Sierra secures $950M as enterprise AI race intensifies

▼ Summary
– Sierra is raising a $950 million funding round led by Tiger Global and GV, pushing its post-money valuation above $15 billion, with plans to become the “global standard” for AI-powered customer experiences.
– The company claims over 40% of the Fortune 50 as customers, with AI agents handling billions of interactions across tasks like mortgage refinancing, insurance claims, and nonprofit fundraising.
– Sierra reported reaching $150 million in annual recurring revenue by early February, following a stretch of rapid growth from $100 million in late November.
– Uber CTO Praveen Neppalli Naga stated the company “blew through our AI budget” after adopting agentic AI tools, but is seeing results like 10% of code generated autonomously and a hotel-booking integration completed in six months instead of a year.
– Sierra launched Ghostwriter in April, a tool that uses natural language to autonomously create and deploy specialized agents, reflecting a bet that users will avoid navigating complex enterprise software systems directly.
Bret Taylor’s AI startup Sierra has secured a $950 million funding round led by Tiger Global and GV, the company confirmed Monday, pushing its post-money valuation past $15 billion. This latest injection gives Sierra over $1 billion in total capital, which the firm plans to deploy toward becoming the “global standard” for AI-powered customer experiences.
In a market crowded with AI contenders, Sierra has aggressively marketed its own growth. The company began with just four design partners a couple of years ago. Today, it claims that more than 40% of the Fortune 50 are customers, and that agents running on its platform handle billions of interactions , from refinancing mortgages and processing insurance claims to managing returns and powering nonprofit fundraising campaigns.
The funding announcement follows a period of rapid revenue expansion. Sierra first reported hitting $100 million in annual recurring revenue in late November, then posted another milestone in early February, reaching $150 million in ARR.
That acceleration reflects the dual reality enterprises face: a pressing need to deploy AI, paired with significant upfront costs. Taylor, who chairs OpenAI and formerly served as co-CEO of Salesforce, has said the ideal outcome for agentic AI is lower costs and higher revenue for clients. But the ramp-up phase, he acknowledges, can be expensive.
That dynamic was on display at a recent TechCrunch StrictlyVC event. Uber CTO Praveen Neppalli Naga told the audience that his company “blew through our [AI] budget” soon after embracing agentic AI tools late last year. Still, he noted that Uber is beginning to see meaningful returns. Among its roughly 8,000 engineers and technical workers, about 10% of all code is now generated autonomously. “10% at our scale is huge,” he said. In one proof-of-concept, Uber assigned a team to build a new hotel-booking integration using only agentic workflows. The work, normally a yearlong effort, was completed in six months.
Sierra is also broadening its platform’s capabilities. In April, it launched Ghostwriter, an “agent as a service” tool that lets users describe a task in natural language and then autonomously creates and deploys a specialized agent to handle it. For Taylor, Ghostwriter underscores a larger vision he outlined at the HumanX conference in San Francisco last month. Many enterprise software tools, he argued, are barely used. Employees log into Workday when they onboard and again at open enrollment, and that’s it. Sierra and its investors are betting on a future where people never need to navigate complex systems at all.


# WHAT YOU ARE ASKED TO DO
Please find every line in the entries below that contains the string "this", and copy it.
=== PROVIDED MATERIAL ===
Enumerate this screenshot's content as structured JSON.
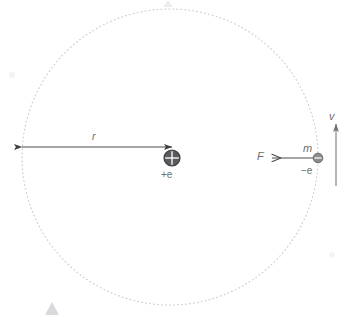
{
  "diagram": {
    "background_color": "#ffffff",
    "orbit": {
      "name": "electron-orbit",
      "style": "dotted",
      "center_x": 170,
      "center_y": 157,
      "radius": 148,
      "color": "#cfcfd4"
    },
    "nucleus": {
      "label": "+e",
      "symbol": "plus-in-circle",
      "center_x": 172,
      "center_y": 158,
      "radius": 8,
      "fill_color": "#555558",
      "mark_color": "#ffffff"
    },
    "electron": {
      "label": "−e",
      "mass_label": "m",
      "symbol": "minus-in-circle",
      "center_x": 318,
      "center_y": 158,
      "radius": 4.5,
      "fill_color": "#8d8d92",
      "mark_color": "#ffffff"
    },
    "radius_arrow": {
      "label": "r",
      "from_x": 22,
      "from_y": 147,
      "to_x": 172,
      "to_y": 147,
      "double_headed": true,
      "color": "#4a4a4d"
    },
    "force_arrow": {
      "label": "F",
      "from_x": 315,
      "from_y": 158,
      "to_x": 270,
      "to_y": 158,
      "direction": "left",
      "color": "#4a4a4d"
    },
    "velocity_arrow": {
      "label": "v",
      "from_x": 336,
      "from_y": 186,
      "to_x": 336,
      "to_y": 122,
      "direction": "up",
      "color": "#9a9a9f"
    },
    "label_color": "#6e6e6e"
  }
}
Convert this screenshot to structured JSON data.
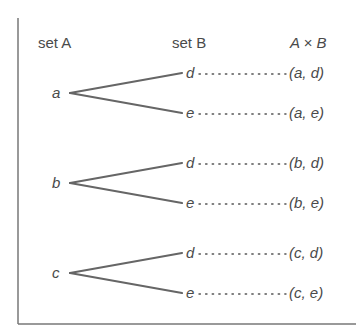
{
  "headers": {
    "set_a": "set A",
    "set_b": "set B",
    "product": "A × B"
  },
  "colors": {
    "line": "#666666",
    "text": "#4a4a4a",
    "border": "#777777"
  },
  "groups": [
    {
      "a_element": "a",
      "branches": [
        {
          "b_element": "d",
          "pair": "(a, d)"
        },
        {
          "b_element": "e",
          "pair": "(a, e)"
        }
      ]
    },
    {
      "a_element": "b",
      "branches": [
        {
          "b_element": "d",
          "pair": "(b, d)"
        },
        {
          "b_element": "e",
          "pair": "(b, e)"
        }
      ]
    },
    {
      "a_element": "c",
      "branches": [
        {
          "b_element": "d",
          "pair": "(c, d)"
        },
        {
          "b_element": "e",
          "pair": "(c, e)"
        }
      ]
    }
  ]
}
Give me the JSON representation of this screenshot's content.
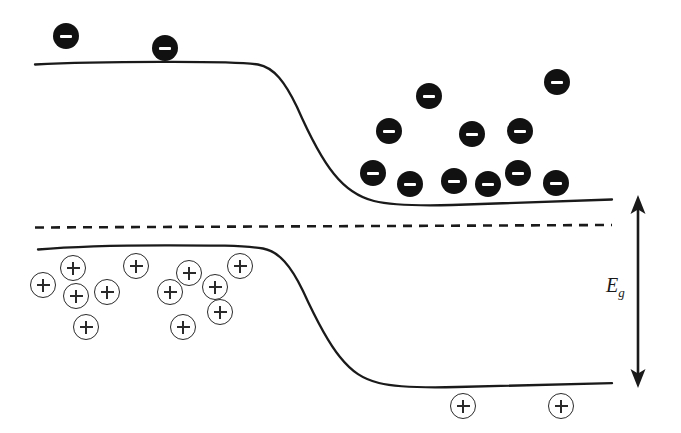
{
  "figure": {
    "background_color": "#ffffff",
    "line_color": "#1a1a1a",
    "width": 681,
    "height": 433
  },
  "labels": {
    "bandgap_symbol": "E",
    "bandgap_subscript": "g"
  },
  "chart_data": {
    "type": "line",
    "xlabel": "",
    "ylabel": "",
    "grid": false,
    "legend": null,
    "axis_ranges": {
      "x": [
        0,
        681
      ],
      "y": [
        0,
        433
      ]
    },
    "series": [
      {
        "name": "conduction-band-edge",
        "style": "solid",
        "color": "#1a1a1a",
        "linewidth": 2.2,
        "points": [
          [
            35,
            64
          ],
          [
            120,
            62
          ],
          [
            200,
            62
          ],
          [
            245,
            63
          ],
          [
            262,
            66
          ],
          [
            285,
            82
          ],
          [
            310,
            120
          ],
          [
            335,
            162
          ],
          [
            355,
            188
          ],
          [
            372,
            200
          ],
          [
            395,
            205
          ],
          [
            430,
            205
          ],
          [
            480,
            203
          ],
          [
            540,
            201
          ],
          [
            612,
            199
          ]
        ]
      },
      {
        "name": "valence-band-edge",
        "style": "solid",
        "color": "#1a1a1a",
        "linewidth": 2.2,
        "points": [
          [
            38,
            249
          ],
          [
            110,
            246
          ],
          [
            190,
            245
          ],
          [
            245,
            246
          ],
          [
            266,
            250
          ],
          [
            288,
            266
          ],
          [
            312,
            303
          ],
          [
            338,
            344
          ],
          [
            358,
            370
          ],
          [
            376,
            382
          ],
          [
            400,
            387
          ],
          [
            440,
            387
          ],
          [
            500,
            385
          ],
          [
            560,
            384
          ],
          [
            612,
            383
          ]
        ]
      },
      {
        "name": "fermi-level",
        "style": "dashed",
        "color": "#1a1a1a",
        "linewidth": 2.4,
        "dash_pattern": [
          9,
          7
        ],
        "points": [
          [
            35,
            227
          ],
          [
            612,
            225
          ]
        ]
      }
    ],
    "annotations": [
      {
        "name": "bandgap-arrow",
        "type": "double-headed-arrow",
        "orientation": "vertical",
        "x": 638,
        "y_top": 197,
        "y_bottom": 386,
        "label": "Eg",
        "color": "#1a1a1a"
      }
    ],
    "markers": {
      "electrons": {
        "symbol": "minus",
        "fill": "#111111",
        "radius": 13,
        "count": 13,
        "positions": [
          [
            66,
            36
          ],
          [
            165,
            48
          ],
          [
            429,
            96
          ],
          [
            557,
            82
          ],
          [
            389,
            131
          ],
          [
            472,
            134
          ],
          [
            520,
            131
          ],
          [
            373,
            173
          ],
          [
            410,
            184
          ],
          [
            454,
            181
          ],
          [
            488,
            184
          ],
          [
            518,
            173
          ],
          [
            556,
            183
          ]
        ]
      },
      "holes": {
        "symbol": "plus",
        "fill": "none",
        "stroke": "#2a2a2a",
        "radius": 13,
        "count": 13,
        "positions": [
          [
            43,
            285
          ],
          [
            73,
            268
          ],
          [
            76,
            296
          ],
          [
            107,
            292
          ],
          [
            136,
            266
          ],
          [
            170,
            292
          ],
          [
            189,
            273
          ],
          [
            215,
            287
          ],
          [
            240,
            266
          ],
          [
            220,
            312
          ],
          [
            86,
            327
          ],
          [
            183,
            327
          ],
          [
            463,
            406
          ],
          [
            561,
            406
          ]
        ]
      }
    }
  }
}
===
# ANSWER BOX
Enumerate this screenshot's content as structured JSON.
Convert this screenshot to structured JSON data.
Give me the JSON representation of this screenshot's content.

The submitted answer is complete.